For a little while there, I was fairly certain that God just didn’t care for my presence in this world and was attempting to cause my death. Strike me down, Sith-style, if you smell what The Hearn is braising. In an effort to limit my girth, which has once again neared Rosie O’Donnell proportions, I have taken up running. Sadly, the good Lord appears to want me to be overweight, because as it turns out, running hurts. A lot a lot.
I was even going slow! We have a track around the buildings at work that I measured (with my bike, which has an odometer computer thingy) to be .55 miles (designed by Etruscans, or something, I think), and I was doing laps at a pace of nearly 7 minutes per lap. For those of you adding at home, this means I was running a mile every 12 minutes, 44 seconds, which isn’t enough to outrun a Swiss glacier. And I actually managed to run 5 solid laps, a distance of nearly three miles.

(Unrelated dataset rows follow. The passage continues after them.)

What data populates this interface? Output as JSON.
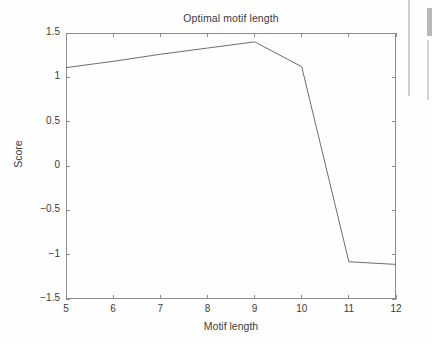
{
  "chart_data": {
    "type": "line",
    "title": "Optimal motif length",
    "xlabel": "Motif length",
    "ylabel": "Score",
    "x": [
      5,
      6,
      7,
      8,
      9,
      10,
      11,
      12
    ],
    "values": [
      1.11,
      1.18,
      1.26,
      1.33,
      1.4,
      1.12,
      -1.08,
      -1.11
    ],
    "series": [
      {
        "name": "Score",
        "values": [
          1.11,
          1.18,
          1.26,
          1.33,
          1.4,
          1.12,
          -1.08,
          -1.11
        ]
      }
    ],
    "xlim": [
      5,
      12
    ],
    "ylim": [
      -1.5,
      1.5
    ],
    "xticks": [
      5,
      6,
      7,
      8,
      9,
      10,
      11,
      12
    ],
    "xtick_labels": [
      "5",
      "6",
      "7",
      "8",
      "9",
      "10",
      "11",
      "12"
    ],
    "yticks": [
      -1.5,
      -1,
      -0.5,
      0,
      0.5,
      1,
      1.5
    ],
    "ytick_labels": [
      "-1.5",
      "-1",
      "-0.5",
      "0",
      "0.5",
      "1",
      "1.5"
    ],
    "grid": false,
    "legend": null,
    "legend_position": "none",
    "line_color": "#6e6e6e",
    "axis_color": "#8c8c8c",
    "background_color": "#fefefe",
    "text_color": "#3c3c3c"
  }
}
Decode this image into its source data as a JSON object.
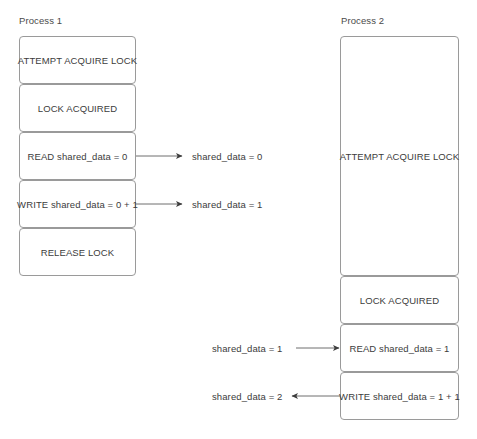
{
  "diagram": {
    "title_p1": "Process 1",
    "title_p2": "Process 2",
    "border_color": "#9a9a9a",
    "text_color": "#3c3c3c",
    "background": "#ffffff"
  },
  "process1": {
    "label": "Process 1",
    "steps": [
      {
        "text": "ATTEMPT ACQUIRE LOCK"
      },
      {
        "text": "LOCK ACQUIRED"
      },
      {
        "text": "READ shared_data = 0"
      },
      {
        "text": "WRITE shared_data = 0 + 1"
      },
      {
        "text": "RELEASE LOCK"
      }
    ]
  },
  "process2": {
    "label": "Process 2",
    "steps": [
      {
        "text": "ATTEMPT ACQUIRE LOCK"
      },
      {
        "text": "LOCK ACQUIRED"
      },
      {
        "text": "READ shared_data = 1"
      },
      {
        "text": "WRITE shared_data = 1 + 1"
      }
    ]
  },
  "arrows": [
    {
      "label": "shared_data = 0",
      "direction": "right"
    },
    {
      "label": "shared_data = 1",
      "direction": "right"
    },
    {
      "label": "shared_data = 1",
      "direction": "right"
    },
    {
      "label": "shared_data = 2",
      "direction": "left"
    }
  ]
}
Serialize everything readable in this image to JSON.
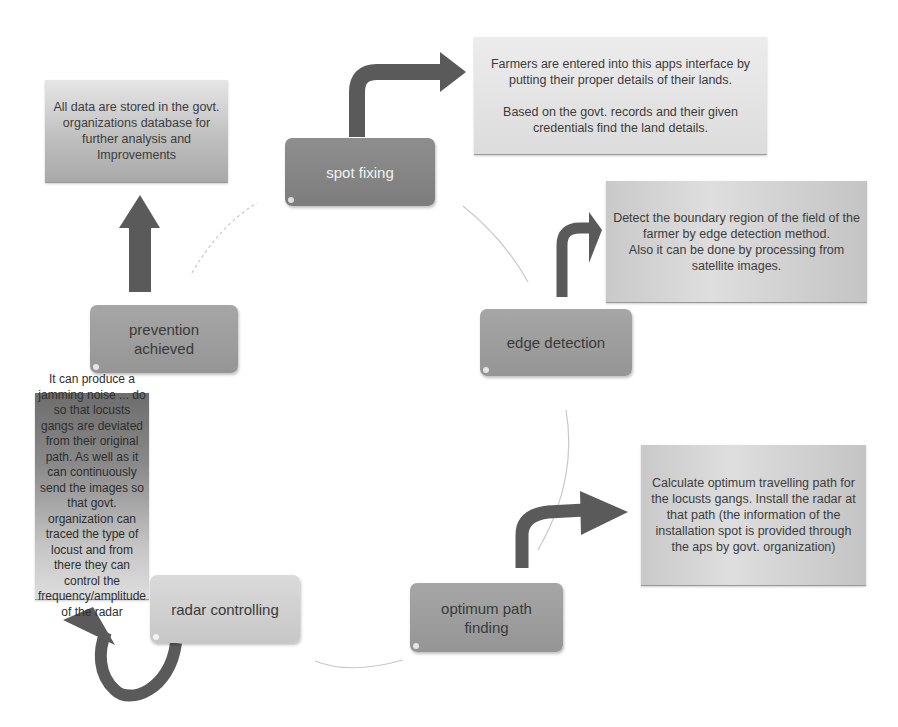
{
  "diagram": {
    "type": "cycle-process",
    "colors": {
      "arrow": "#5a5a5a",
      "node_dark": "#878787",
      "node_mid": "#9e9e9e",
      "node_light": "#d2d2d2",
      "cycle_line": "#c8c8c8"
    },
    "nodes": [
      {
        "id": "spot-fixing",
        "label": "spot fixing"
      },
      {
        "id": "edge-detection",
        "label": "edge detection"
      },
      {
        "id": "optimum-path-finding",
        "label": "optimum path finding"
      },
      {
        "id": "radar-controlling",
        "label": "radar controlling"
      },
      {
        "id": "prevention-achieved",
        "label": "prevention achieved"
      }
    ],
    "notes": {
      "spot_fixing": {
        "p1": "Farmers are entered into this apps interface by putting their proper details of their lands.",
        "p2": "Based on the govt. records and their given credentials find the land details."
      },
      "edge_detection": {
        "p1": "Detect the boundary region of the field of the farmer by edge detection method.",
        "p2": "Also it can be done by processing from satellite images."
      },
      "optimum_path": {
        "p1": "Calculate optimum travelling path for the locusts gangs. Install the radar at that path (the information of the installation spot is provided through the aps by govt. organization)"
      },
      "radar_controlling": {
        "p1": "It can produce a jamming noise ... do so that locusts gangs are deviated from their original path. As well as it can continuously send the images so that govt. organization can traced the type of locust and from there they can control the frequency/amplitude of the radar"
      },
      "prevention": {
        "p1": "All data are stored in the govt. organizations database for further analysis and Improvements"
      }
    }
  }
}
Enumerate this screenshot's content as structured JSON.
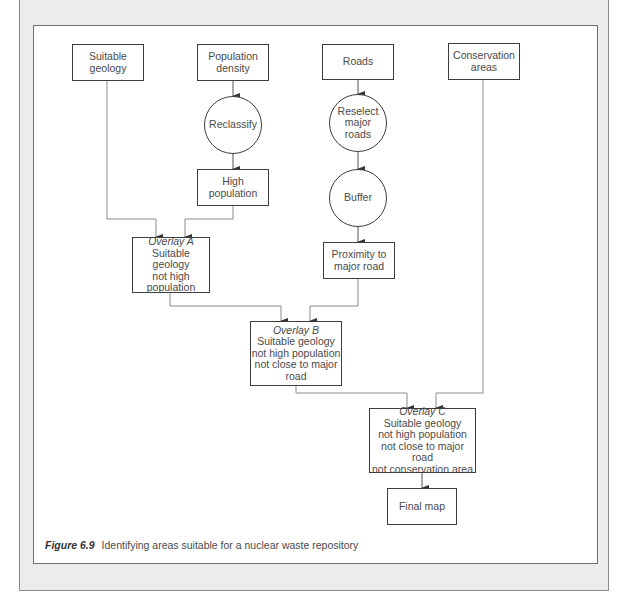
{
  "figure": {
    "label": "Figure 6.9",
    "caption": "Identifying areas suitable for a nuclear waste repository"
  },
  "nodes": {
    "suitable_geology": {
      "lines": [
        "Suitable",
        "geology"
      ],
      "shape": "rect"
    },
    "population_density": {
      "lines": [
        "Population",
        "density"
      ],
      "shape": "rect"
    },
    "roads": {
      "lines": [
        "Roads"
      ],
      "shape": "rect"
    },
    "conservation_areas": {
      "lines": [
        "Conservation",
        "areas"
      ],
      "shape": "rect"
    },
    "reclassify": {
      "lines": [
        "Reclassify"
      ],
      "shape": "circle"
    },
    "reselect_major_roads": {
      "lines": [
        "Reselect",
        "major",
        "roads"
      ],
      "shape": "circle"
    },
    "buffer": {
      "lines": [
        "Buffer"
      ],
      "shape": "circle"
    },
    "high_population": {
      "lines": [
        "High",
        "population"
      ],
      "shape": "rect"
    },
    "proximity_to_major_road": {
      "lines": [
        "Proximity to",
        "major road"
      ],
      "shape": "rect"
    },
    "overlay_a": {
      "title": "Overlay A",
      "lines": [
        "Suitable geology",
        "not high",
        "population"
      ],
      "shape": "rect"
    },
    "overlay_b": {
      "title": "Overlay B",
      "lines": [
        "Suitable geology",
        "not high population",
        "not close to major",
        "road"
      ],
      "shape": "rect"
    },
    "overlay_c": {
      "title": "Overlay C",
      "lines": [
        "Suitable geology",
        "not high population",
        "not close to major road",
        "not conservation area"
      ],
      "shape": "rect"
    },
    "final_map": {
      "lines": [
        "Final map"
      ],
      "shape": "rect"
    }
  },
  "edges": [
    [
      "population_density",
      "reclassify"
    ],
    [
      "reclassify",
      "high_population"
    ],
    [
      "roads",
      "reselect_major_roads"
    ],
    [
      "reselect_major_roads",
      "buffer"
    ],
    [
      "buffer",
      "proximity_to_major_road"
    ],
    [
      "suitable_geology",
      "overlay_a"
    ],
    [
      "high_population",
      "overlay_a"
    ],
    [
      "overlay_a",
      "overlay_b"
    ],
    [
      "proximity_to_major_road",
      "overlay_b"
    ],
    [
      "overlay_b",
      "overlay_c"
    ],
    [
      "conservation_areas",
      "overlay_c"
    ],
    [
      "overlay_c",
      "final_map"
    ]
  ],
  "colors": {
    "box_border": "#3c3c3c",
    "connector": "#8c8c8c",
    "text": "#4a4a4a",
    "panel_bg": "#ececec"
  }
}
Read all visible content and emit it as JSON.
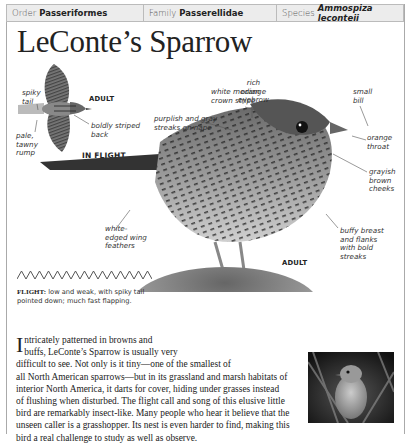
{
  "taxonomy": {
    "order_label": "Order",
    "order_value": "Passeriformes",
    "family_label": "Family",
    "family_value": "Passerellidae",
    "species_label": "Species",
    "species_value": "Ammospiza leconteii"
  },
  "title": "LeConte’s Sparrow",
  "flight_illustration": {
    "caption_adult": "ADULT",
    "caption_in_flight": "IN FLIGHT",
    "labels": {
      "spiky_tail": [
        "spiky",
        "tail"
      ],
      "pale_rump": [
        "pale,",
        "tawny",
        "rump"
      ],
      "striped_back": [
        "boldly striped",
        "back"
      ]
    }
  },
  "main_illustration": {
    "caption_adult": "ADULT",
    "labels": {
      "eyebrow": [
        "rich",
        "orange",
        "eyebrow"
      ],
      "bill": [
        "small",
        "bill"
      ],
      "crown": [
        "white median",
        "crown stripe"
      ],
      "nape": [
        "purplish and gray",
        "streaks on nape"
      ],
      "throat": [
        "orange",
        "throat"
      ],
      "cheeks": [
        "grayish",
        "brown",
        "cheeks"
      ],
      "wing": [
        "white-",
        "edged wing",
        "feathers"
      ],
      "breast": [
        "buffy breast",
        "and flanks",
        "with bold",
        "streaks"
      ]
    }
  },
  "flight_pattern": {
    "icon": "zigzag-flight-pattern-icon",
    "label": "FLIGHT:",
    "text": "low and weak, with spiky tail pointed down; much fast flapping."
  },
  "description": {
    "dropcap": "I",
    "lines": [
      "ntricately patterned in browns and",
      "buffs, LeConte’s Sparrow is usually very",
      "difficult to see. Not only is it tiny—one of the smallest of",
      "all North American sparrows—but in its grassland and marsh habitats of",
      "interior North America, it darts for cover, hiding under grasses instead",
      "of flushing when disturbed. The flight call and song of this elusive little",
      "bird are remarkably insect-like. Many people who hear it believe that the",
      "unseen caller is a grasshopper. Its nest is even harder to find, making this",
      "bird a real challenge to study as well as observe."
    ]
  },
  "photo": {
    "alt": "photo-of-sparrow-in-grass"
  }
}
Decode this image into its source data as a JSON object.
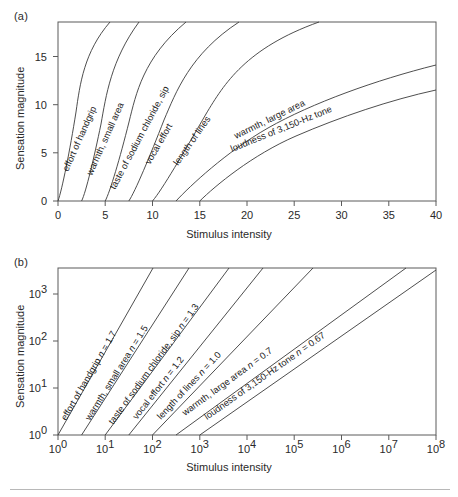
{
  "figure": {
    "divider_color": "#b8b8b8",
    "curve_color": "#3a3a3a",
    "frame_color": "#5a5a5a"
  },
  "panel_a": {
    "label": "(a)",
    "xlabel": "Stimulus intensity",
    "ylabel": "Sensation magnitude",
    "xticks": [
      "0",
      "5",
      "10",
      "15",
      "20",
      "25",
      "30",
      "35",
      "40"
    ],
    "yticks": [
      "0",
      "5",
      "10",
      "15"
    ]
  },
  "panel_b": {
    "label": "(b)",
    "xlabel": "Stimulus intensity",
    "ylabel": "Sensation magnitude",
    "xticks": [
      "0",
      "1",
      "2",
      "3",
      "4",
      "5",
      "6",
      "7",
      "8"
    ],
    "xtick_base": "10",
    "yticks": [
      "0",
      "1",
      "2",
      "3"
    ],
    "ytick_base": "10"
  },
  "chart_data": [
    {
      "type": "line",
      "panel": "a",
      "title": "",
      "xlabel": "Stimulus intensity",
      "ylabel": "Sensation magnitude",
      "xlim": [
        0,
        40.5
      ],
      "ylim": [
        0,
        18.6
      ],
      "grid": false,
      "legend": "inline-curve-labels",
      "note": "Stevens power law psi = k*(phi - threshold)^n plotted on linear axes",
      "series": [
        {
          "name": "effort of handgrip",
          "exponent": 1.7,
          "threshold": 0,
          "label": "effort of handgrip",
          "points": [
            [
              0,
              0
            ],
            [
              1,
              0.9
            ],
            [
              2,
              2.9
            ],
            [
              3,
              5.8
            ],
            [
              4,
              9.5
            ],
            [
              5,
              13.9
            ],
            [
              5.6,
              16.9
            ]
          ]
        },
        {
          "name": "warmth, small area",
          "exponent": 1.5,
          "threshold": 2.5,
          "label": "warmth, small area",
          "points": [
            [
              2.5,
              0
            ],
            [
              3.5,
              1.4
            ],
            [
              4.5,
              2.9
            ],
            [
              5.5,
              5.5
            ],
            [
              6.5,
              8.5
            ],
            [
              7.5,
              12.0
            ],
            [
              8.6,
              16.9
            ]
          ]
        },
        {
          "name": "taste of sodium chloride, sip",
          "exponent": 1.3,
          "threshold": 5,
          "label": "taste of sodium chloride, sip",
          "points": [
            [
              5,
              0
            ],
            [
              6,
              1.3
            ],
            [
              7.5,
              3.4
            ],
            [
              9,
              6.1
            ],
            [
              10.5,
              9.2
            ],
            [
              12,
              12.7
            ],
            [
              13.6,
              16.9
            ]
          ]
        },
        {
          "name": "vocal effort",
          "exponent": 1.2,
          "threshold": 7.5,
          "label": "vocal effort",
          "points": [
            [
              7.5,
              0
            ],
            [
              9,
              1.6
            ],
            [
              11,
              4.1
            ],
            [
              13,
              7.0
            ],
            [
              15,
              10.1
            ],
            [
              17,
              13.5
            ],
            [
              19.2,
              16.9
            ]
          ]
        },
        {
          "name": "length of lines",
          "exponent": 1.0,
          "threshold": 10,
          "label": "length of lines",
          "points": [
            [
              10,
              0
            ],
            [
              12,
              1.9
            ],
            [
              15,
              4.8
            ],
            [
              18,
              7.7
            ],
            [
              21,
              10.5
            ],
            [
              24,
              13.4
            ],
            [
              27.6,
              16.9
            ]
          ]
        },
        {
          "name": "warmth, large area",
          "exponent": 0.7,
          "threshold": 12.5,
          "label": "warmth, large area",
          "points": [
            [
              12.5,
              0
            ],
            [
              15,
              2.3
            ],
            [
              20,
              5.1
            ],
            [
              25,
              7.4
            ],
            [
              30,
              9.5
            ],
            [
              35,
              11.4
            ],
            [
              40.2,
              14.1
            ]
          ]
        },
        {
          "name": "loudness of 3,150-Hz tone",
          "exponent": 0.67,
          "threshold": 15,
          "label": "loudness of 3,150-Hz tone",
          "points": [
            [
              15,
              0
            ],
            [
              18,
              2.0
            ],
            [
              22,
              4.3
            ],
            [
              27,
              6.6
            ],
            [
              32,
              8.6
            ],
            [
              36,
              10.1
            ],
            [
              40.2,
              11.5
            ]
          ]
        }
      ]
    },
    {
      "type": "line",
      "panel": "b",
      "title": "",
      "xlabel": "Stimulus intensity",
      "ylabel": "Sensation magnitude",
      "xlim_log10": [
        0,
        8
      ],
      "ylim_log10": [
        0,
        3.55
      ],
      "xscale": "log",
      "yscale": "log",
      "grid": false,
      "legend": "inline-curve-labels",
      "note": "Same power functions in log-log coordinates; slope equals the exponent n",
      "series": [
        {
          "name": "effort of handgrip",
          "exponent": 1.7,
          "label": "effort of handgrip n = 1.7",
          "x_start_log10": 0.0,
          "n_text": "1.7"
        },
        {
          "name": "warmth, small area",
          "exponent": 1.5,
          "label": "warmth, small area n = 1.5",
          "x_start_log10": 0.5,
          "n_text": "1.5"
        },
        {
          "name": "taste of sodium chloride, sip",
          "exponent": 1.3,
          "label": "taste of sodium chloride, sip n = 1.3",
          "x_start_log10": 1.0,
          "n_text": "1.3"
        },
        {
          "name": "vocal effort",
          "exponent": 1.2,
          "label": "vocal effort n = 1.2",
          "x_start_log10": 1.5,
          "n_text": "1.2"
        },
        {
          "name": "length of lines",
          "exponent": 1.0,
          "label": "length of lines n = 1.0",
          "x_start_log10": 2.0,
          "n_text": "1.0"
        },
        {
          "name": "warmth, large area",
          "exponent": 0.7,
          "label": "warmth, large area n = 0.7",
          "x_start_log10": 2.5,
          "n_text": "0.7"
        },
        {
          "name": "loudness of 3,150-Hz tone",
          "exponent": 0.67,
          "label": "loudness of 3,150-Hz tone n = 0.67",
          "x_start_log10": 3.0,
          "n_text": "0.67"
        }
      ]
    }
  ]
}
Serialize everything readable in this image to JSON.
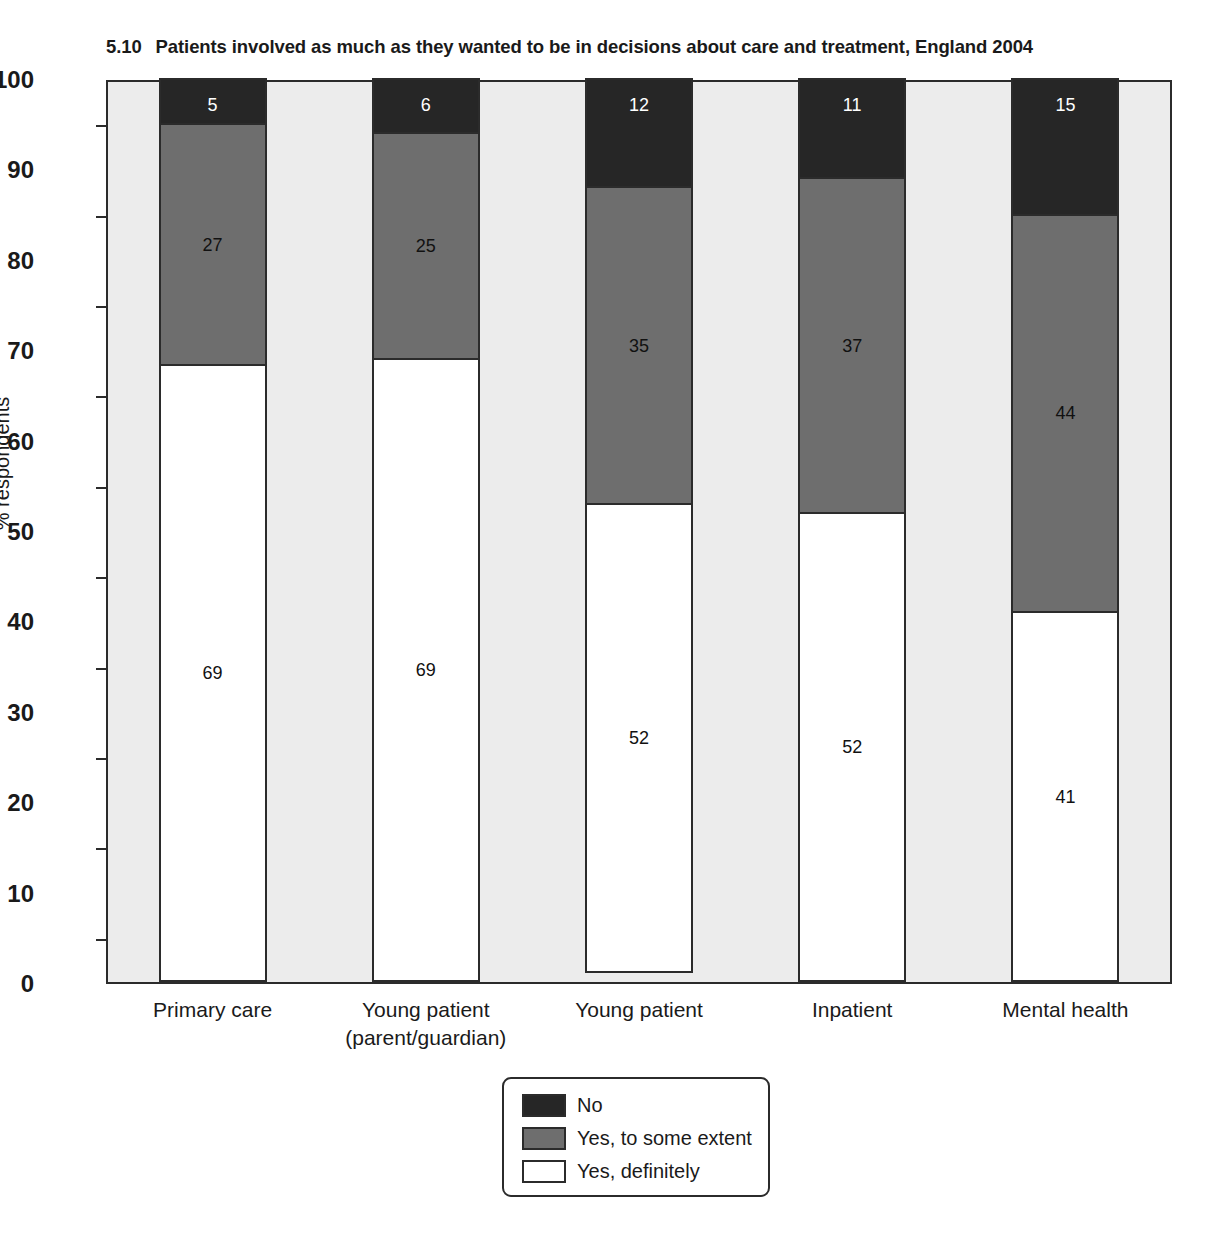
{
  "chart_data": {
    "type": "bar",
    "subtype": "stacked-bar-100",
    "title_number": "5.10",
    "title_text": "Patients involved as much as they wanted to be in decisions about care and treatment, England 2004",
    "xlabel": "",
    "ylabel": "% respondents",
    "ylim": [
      0,
      100
    ],
    "y_ticks": [
      0,
      10,
      20,
      30,
      40,
      50,
      60,
      70,
      80,
      90,
      100
    ],
    "y_minor_ticks": [
      5,
      15,
      25,
      35,
      45,
      55,
      65,
      75,
      85,
      95
    ],
    "grid": false,
    "legend_position": "bottom-center",
    "categories": [
      "Primary care",
      "Young patient\n(parent/guardian)",
      "Young patient",
      "Inpatient",
      "Mental health"
    ],
    "series": [
      {
        "name": "No",
        "color": "#262626",
        "values": [
          5,
          6,
          12,
          11,
          15
        ]
      },
      {
        "name": "Yes, to some extent",
        "color": "#6e6e6e",
        "values": [
          27,
          25,
          35,
          37,
          44
        ]
      },
      {
        "name": "Yes, definitely",
        "color": "#ffffff",
        "values": [
          69,
          69,
          52,
          52,
          41
        ]
      }
    ],
    "stack_order_bottom_to_top": [
      "Yes, definitely",
      "Yes, to some extent",
      "No"
    ]
  },
  "axis": {
    "y_label": "% respondents",
    "y_ticks": [
      "100",
      "90",
      "80",
      "70",
      "60",
      "50",
      "40",
      "30",
      "20",
      "10",
      "0"
    ],
    "x_labels": [
      "Primary care",
      "Young patient\n(parent/guardian)",
      "Young patient",
      "Inpatient",
      "Mental health"
    ]
  },
  "legend": {
    "items": [
      {
        "label": "No",
        "color": "#262626"
      },
      {
        "label": "Yes, to some extent",
        "color": "#6e6e6e"
      },
      {
        "label": "Yes, definitely",
        "color": "#ffffff"
      }
    ]
  },
  "bar_labels": {
    "no": [
      "5",
      "6",
      "12",
      "11",
      "15"
    ],
    "some": [
      "27",
      "25",
      "35",
      "37",
      "44"
    ],
    "definitely": [
      "69",
      "69",
      "52",
      "52",
      "41"
    ]
  },
  "colors": {
    "plot_background": "#ececec",
    "axis_line": "#2b2b2b",
    "page_background": "#ffffff",
    "no": "#262626",
    "some": "#6e6e6e",
    "definitely": "#ffffff"
  }
}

I’m told that after a short distance, your body wakes up to the fact that you are causing it INTENSE BLOODY PAIN and begins to flood itself with endorphins, which amount to naturally secreted heroin. For me, this was never happening. I began to think that God, in His wisdom, had simply not granted me the ability to create endorphins. I nearly gave up.
Then I had a brainstorm. Well, two, actually. The first was, “Screw this, let’s just see if we can get over 300 pounds and get on disability.” The second was, “Hmmm…perhaps I’m simply not causing my body ENOUGH pain to start the endorphin rush!” The next day, I laced up my venerable New Balance cross-trainers, stretched a bit, and took off. I wasn’t running flat-out, but roughly 85% of my maximum effort. By about halfway around the track, I was sure I was going to die, but I didn’t let up, and lo and behold, just a few hundred yards later, I had the unmistakable feeling of calm and lightness that comes only from high-grade opiates. It was delicious! It was delightful! It was probably Gordo sticking a dirty needle in my arm. Still.
I ran a bunch more laps, setting a personal record time for 3 miles, and went inside to shower. It was hours later before I figured out the downside of running without pain: the pain just hits full-force when the endorphins wear off, usually by dinner. And I was crippled. Oh, was I crippled.
Which is why it was probably foolish for me to have done it again the following day.